The dogs' tails bounced in the air; suddenly, they were transformed back into pets. She stepped away from the fence. He was petting his dog. It whimpered and rubbed against him.
“Dogs play,” he said, and went into his house.
 
 
 
SHE RETURNED, TREMBLING, TO HER house. The children's faces were damp with fear and a kind of outraged excitement. “They would have chewed off our legs first,” said Zeb. “After they ate them, they would eat our arms.”
“They would eat our heads,” said his sister.
They looked at her to check the validity of these statements; Serena took a breath. She cleared her throat a few times, pretending to cough, as she was afraid to hear how she would sound, and when she spoke, it was a cool voice, utterly false. “Enough,” said Serena. “We're fine. Let's go — get dinner. Let 's get out.”
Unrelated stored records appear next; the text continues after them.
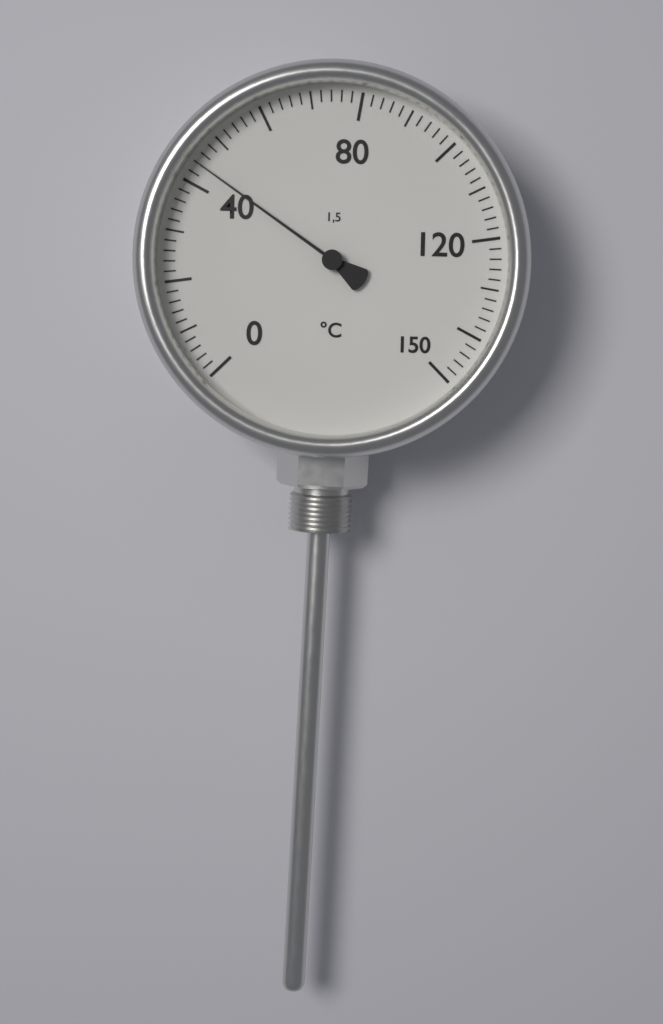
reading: 44 °C
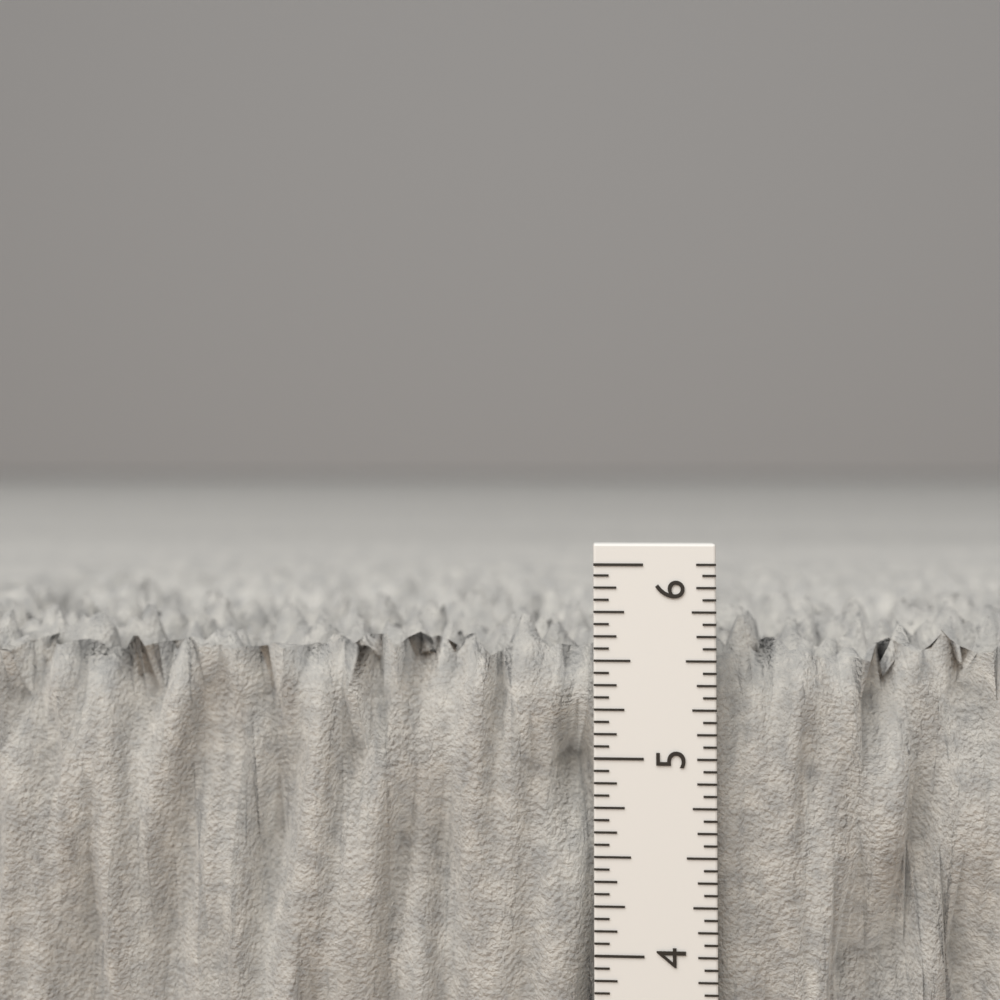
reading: 5.6875 in
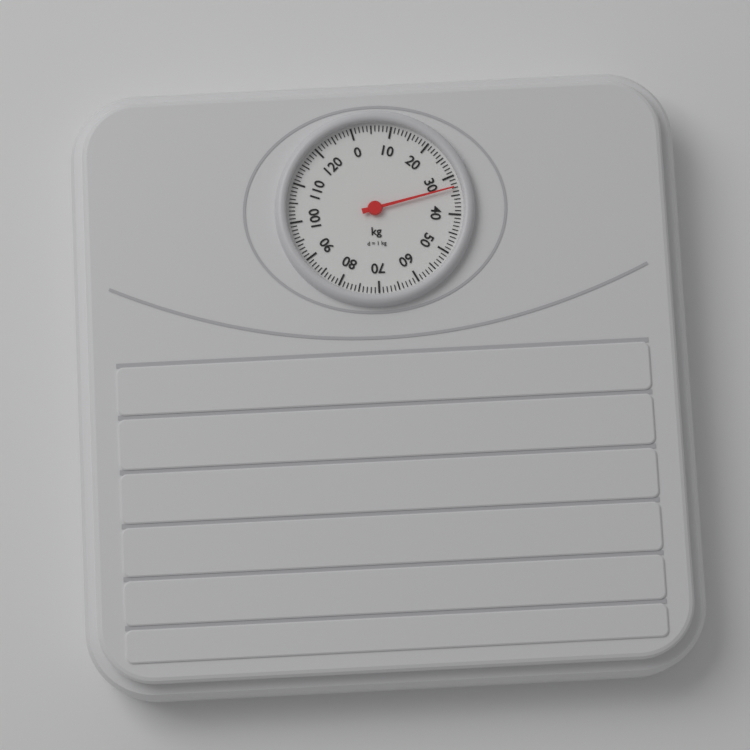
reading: 33 kg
She drove down the streets until the children shrieked with joy at the radiant yellow sign for Golden Corral's all-you-can-eat buffet. The expanse of food, the pretense of order, was calming. Everyone here
was just interested in shoveling as much fried okra or pot roast or corn bread as possible onto a plate. She was grateful for it, the feeling of distraction and abundance. Mostly, the children made repeated visits to the dessert buffet. The desserts were set out on glass shelves, lit up: brownies with icing dark and artificial as an oil slick, whipped cream rising in buoyant waves off the banana pudding.